Economic Impacts

Healthy menhaden support Virginia’s coastal economy

The Chesapeake Bay supports thousands of jobs across Virginia in commercial fishing, recreational fishing, charter businesses, tourism, hospitality, and small businesses that depend on healthy waters and abundant fish.

Menhaden play a quiet but critical role in this economy. As the primary food source for striped bass and other sportfish, they help sustain the fisheries that draw anglers, tourists, and revenue to coastal communities.

When menhaden are extracted at industrial levels from Chesapeake Bay, the economic effects ripple outward. By stressing the menhaden in the Bay, we risk outsized economic impacts across Bay businesses and working waterfronts.

Why Menhaden Matter

Jobs beyond one industry

Factory fishing, with its operations based in Reedville, supports approximately 270 jobs across Virginia’s Northern Neck. But healthy menhaden populations support thousands more jobs across the Bay economy, from smaller commercial fishing operations and charter captains to restaurants, hotels, bait suppliers, tackle shops, and tourism workers.

The economic impacts
are already visible

Small-scale fishermen face collapsing catches. Virginia watermen report menhaden catches down over 70%, threatening livelihoods passed down through generations. These menhaden fishermen provide the critical bait source for our Chesapeake Bay Blue Crab fisheries, who have reported challenges procuring affordable bait sources with the diminished menhaden catches in the Bay.

Fewer fish for fishermen means a massive ripple effect throughout coastal Virginia. When sportfish populations struggle, recreational anglers take fewer trips, which directly affects waterfront restaurants, hotels, and tourism-dependent businesses.

The real economic question is how many jobs will remain if the Bay’s ecosystem collapses under the pressure of industrial extraction. What happens to the town of Reedville or the menhaden workers if there aren’t enough menhaden left to catch?

Photo by Will Poston, CBF

A risky economic bet

Removing over 100 million pounds of menhaden annually from a stressed Chesapeake Bay is a short-term profit with long-term costs. Climate change, pollution, and habitat loss are already putting pressure on the Bay. Continued factory fishing inside the Bay’s menhaden nursery increases the risk of economic disruption across multiple industries, including the reduction industry.

Other Atlantic states recognized this risk decades ago. Most banned reduction fishing from state waters to protect coastal economies and allow nearshore fisheries to thrive. Yet the menhaden reduction industry has successfully influenced Virginia to maintain their status-quo and prevent meaningful actions to protect menhaden, leaving all workers and communities at risk. 

A smarter economic choice

Protecting menhaden in Chesapeake Bay is about economic stability, not sacrifice. A precautionary, science-based approach to menhaden management would:

  • Permit the reduction industry to harvest menhaden in the ocean, where the industry already regularly operates and there is adequate science. 
  • Protect long-term jobs across industries that depend on a healthy Bay. Conserving menhaden and their nursery areas helps sustain populations, supporting the livelihoods of menhaden workers in Reedville and communities throughout the commonwealth.
  • Support small businesses and working waterfronts throughout Virginia’s coastal communities.
  • Reduce economic risk in a changing climate by maintaining the resilience of the Chesapeake Bay’s food web.
  • Ensure Virginia remains competitive with other Atlantic states that have already banned industrial menhaden extraction.

Sustainable menhaden management protects job security across Virginia. By conserving menhaden, we support all Virginians whose livelihoods depend on a thriving Bay.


* [What you have to do]:
Extract the full set of records, then give each one again exactly.

* [Given records]:
##############################

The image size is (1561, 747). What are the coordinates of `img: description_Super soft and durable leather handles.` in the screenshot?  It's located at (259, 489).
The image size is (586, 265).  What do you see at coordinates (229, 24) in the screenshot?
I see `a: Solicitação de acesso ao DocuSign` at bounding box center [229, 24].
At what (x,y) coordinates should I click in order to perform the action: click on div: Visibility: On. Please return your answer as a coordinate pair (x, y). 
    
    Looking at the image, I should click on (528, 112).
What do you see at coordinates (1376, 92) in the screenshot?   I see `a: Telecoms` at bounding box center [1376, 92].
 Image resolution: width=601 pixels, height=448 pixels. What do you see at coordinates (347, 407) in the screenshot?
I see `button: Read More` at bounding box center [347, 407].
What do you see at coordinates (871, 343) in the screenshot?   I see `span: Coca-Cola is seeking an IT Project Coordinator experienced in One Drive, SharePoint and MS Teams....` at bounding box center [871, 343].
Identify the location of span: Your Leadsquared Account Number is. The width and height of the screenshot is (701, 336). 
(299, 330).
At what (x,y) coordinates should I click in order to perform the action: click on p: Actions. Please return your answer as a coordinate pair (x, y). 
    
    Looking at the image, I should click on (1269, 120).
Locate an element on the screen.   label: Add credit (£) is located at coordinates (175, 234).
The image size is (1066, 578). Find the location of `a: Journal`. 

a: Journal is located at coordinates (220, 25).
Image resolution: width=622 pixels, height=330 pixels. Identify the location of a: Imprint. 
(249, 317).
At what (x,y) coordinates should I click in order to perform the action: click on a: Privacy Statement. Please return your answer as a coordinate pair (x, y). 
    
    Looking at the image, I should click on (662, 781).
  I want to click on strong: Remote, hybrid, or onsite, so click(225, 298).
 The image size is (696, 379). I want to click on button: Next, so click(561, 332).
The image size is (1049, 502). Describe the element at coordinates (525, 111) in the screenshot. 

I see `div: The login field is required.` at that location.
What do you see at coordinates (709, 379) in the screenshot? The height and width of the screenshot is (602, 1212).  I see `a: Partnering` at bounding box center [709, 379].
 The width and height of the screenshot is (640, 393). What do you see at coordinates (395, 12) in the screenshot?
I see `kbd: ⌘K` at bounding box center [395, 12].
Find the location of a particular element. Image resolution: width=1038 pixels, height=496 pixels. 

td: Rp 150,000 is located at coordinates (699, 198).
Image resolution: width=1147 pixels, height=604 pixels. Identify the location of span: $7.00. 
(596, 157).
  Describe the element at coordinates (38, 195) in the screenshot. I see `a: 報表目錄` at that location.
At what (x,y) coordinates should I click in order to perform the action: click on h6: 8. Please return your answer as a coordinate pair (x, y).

##############################

* [Result of the task]:
The image size is (1561, 747). What are the coordinates of `img: description_Super soft and durable leather handles.` in the screenshot?  It's located at (259, 489).
The image size is (586, 265).  What do you see at coordinates (229, 24) in the screenshot?
I see `a: Solicitação de acesso ao DocuSign` at bounding box center [229, 24].
At what (x,y) coordinates should I click in order to perform the action: click on div: Visibility: On. Please return your answer as a coordinate pair (x, y). 
    
    Looking at the image, I should click on (528, 112).
What do you see at coordinates (1376, 92) in the screenshot?   I see `a: Telecoms` at bounding box center [1376, 92].
 Image resolution: width=601 pixels, height=448 pixels. What do you see at coordinates (347, 407) in the screenshot?
I see `button: Read More` at bounding box center [347, 407].
What do you see at coordinates (871, 343) in the screenshot?   I see `span: Coca-Cola is seeking an IT Project Coordinator experienced in One Drive, SharePoint and MS Teams....` at bounding box center [871, 343].
Identify the location of span: Your Leadsquared Account Number is. The width and height of the screenshot is (701, 336). 
(299, 330).
At what (x,y) coordinates should I click in order to perform the action: click on p: Actions. Please return your answer as a coordinate pair (x, y). 
    
    Looking at the image, I should click on (1269, 120).
Locate an element on the screen.   label: Add credit (£) is located at coordinates (175, 234).
The image size is (1066, 578). Find the location of `a: Journal`. 

a: Journal is located at coordinates (220, 25).
Image resolution: width=622 pixels, height=330 pixels. Identify the location of a: Imprint. 
(249, 317).
At what (x,y) coordinates should I click in order to perform the action: click on a: Privacy Statement. Please return your answer as a coordinate pair (x, y). 
    
    Looking at the image, I should click on (662, 781).
  I want to click on strong: Remote, hybrid, or onsite, so click(225, 298).
 The image size is (696, 379). I want to click on button: Next, so click(561, 332).
The image size is (1049, 502). Describe the element at coordinates (525, 111) in the screenshot. 

I see `div: The login field is required.` at that location.
What do you see at coordinates (709, 379) in the screenshot? The height and width of the screenshot is (602, 1212).  I see `a: Partnering` at bounding box center [709, 379].
 The width and height of the screenshot is (640, 393). What do you see at coordinates (395, 12) in the screenshot?
I see `kbd: ⌘K` at bounding box center [395, 12].
Find the location of a particular element. Image resolution: width=1038 pixels, height=496 pixels. 

td: Rp 150,000 is located at coordinates (699, 198).
Image resolution: width=1147 pixels, height=604 pixels. Identify the location of span: $7.00. 
(596, 157).
  Describe the element at coordinates (38, 195) in the screenshot. I see `a: 報表目錄` at that location.
At what (x,y) coordinates should I click in order to perform the action: click on h6: 8. Please return your answer as a coordinate pair (x, y).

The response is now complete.